Of reversing an error 

I did you wrong, at least you did suppose,
For taxing certain faults of yours in prose:
But now I have the same in rhyme rehearsed,
My error, nay your error is reversed.

***

To an ill reader

The verses, Sextus, thou dost read, are mine;
But with bad reading thou wilt make them thine.

 

In lectorem inuidum 

Who reads our verse, with visage sour and grim,
I wish him envy me, none envy him.

****

Of treason 

Treason doth never prosper, what’s the reason?
For if it prosper, none dare call it treason.

***

A rule to play

Lay down your stake at play, lay down your passion:
A greedy gamester still hath some mis-hap.
To chafe at luck proceeds of foolish fashion.
No man throws still the dice in fortune’s lap.

***

Of a fair shrew 

Faire, rich, and young?

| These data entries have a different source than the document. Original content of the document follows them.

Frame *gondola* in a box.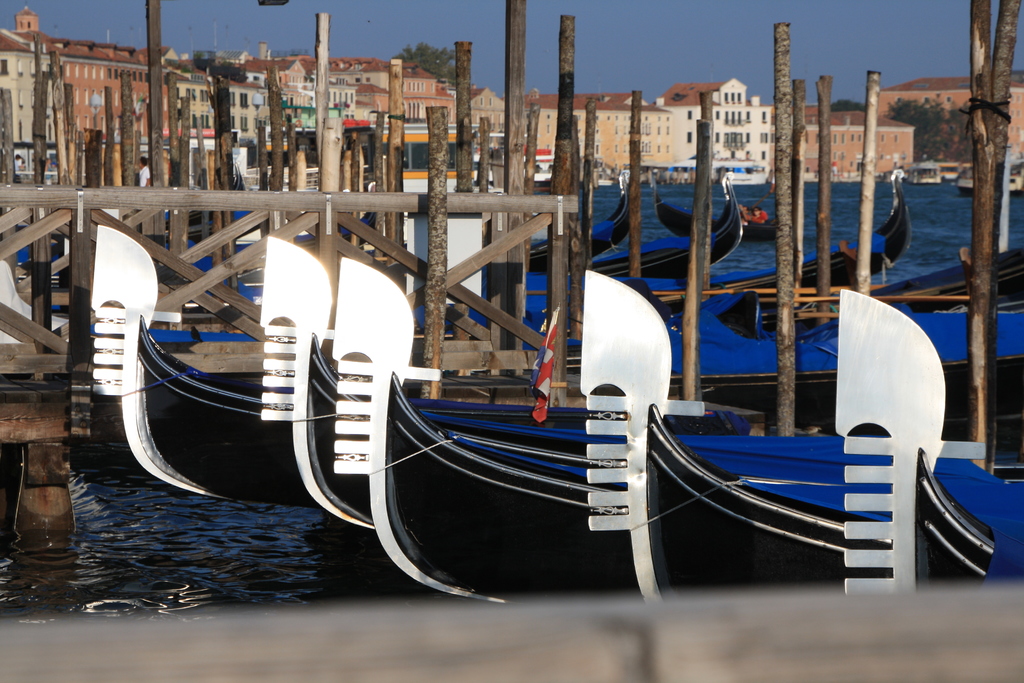
[x1=651, y1=170, x2=778, y2=244].
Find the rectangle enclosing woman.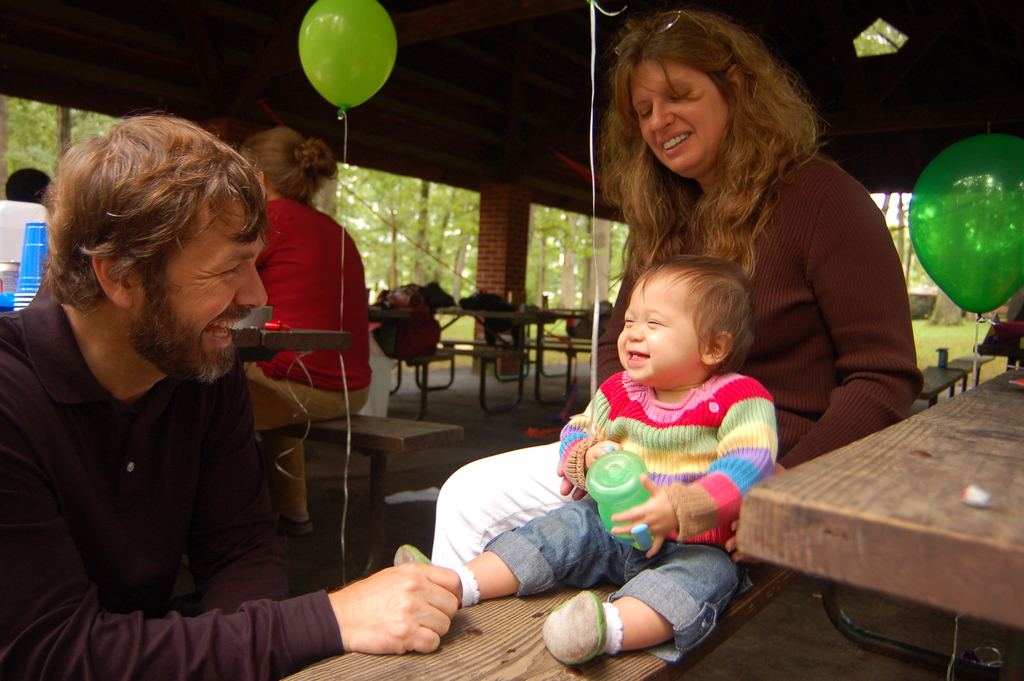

How rare is her perfection,
Were it not mingled with one foul infection?
I mean, so proud a heart, so cursed a tongue,
As makes her seem, nor faire, nor rich, nor young.

***

Of Cinna 

Five years hath Cinna studied Genesis,
And knows not yet what in Principio is ;
And grieved that he is gravelled thus, he skips,
O’er all the Bible, to th’ Apocalypse.

***

Of Friendship 

New friends are no friends; how can that be true?
The oldest friends that are, were sometimes new.

***

Of Fortune

Fortune, men say, doth give too much to many:
But yet she never gave enough to any.

***

In Philautum

Your verses please your reader oft, you vaunt it:
If you your self do read them oft, I grant it.

***

To an old bachelor 

You praise all women: well, let you alone,
Who speaks so well of all, think well of none.

***

Of Sextus’ s wit 

To have good wit is Sextus thought by many;
But sure he hides it all; he shows not any.

***

Of Lynus

Poor Lynus ‘plains that I of late forget him,
And says he’ll be my guest if I will let him.
But I so liked him last time I met him
That he be sure do all I can to let him.

 

LINKS

Full text of Letters and Epigrams of Sir John Harington, together with Prayse of Private Life.

An account of Sir John Harington and his invention on the Toilet Guru site.

The Wikipedia page on Sir John Harington.

Biographical details on the NNDB site.

Further biographical details by Gerard Kilroy.

Even further biographical details on the Your Dictionary site.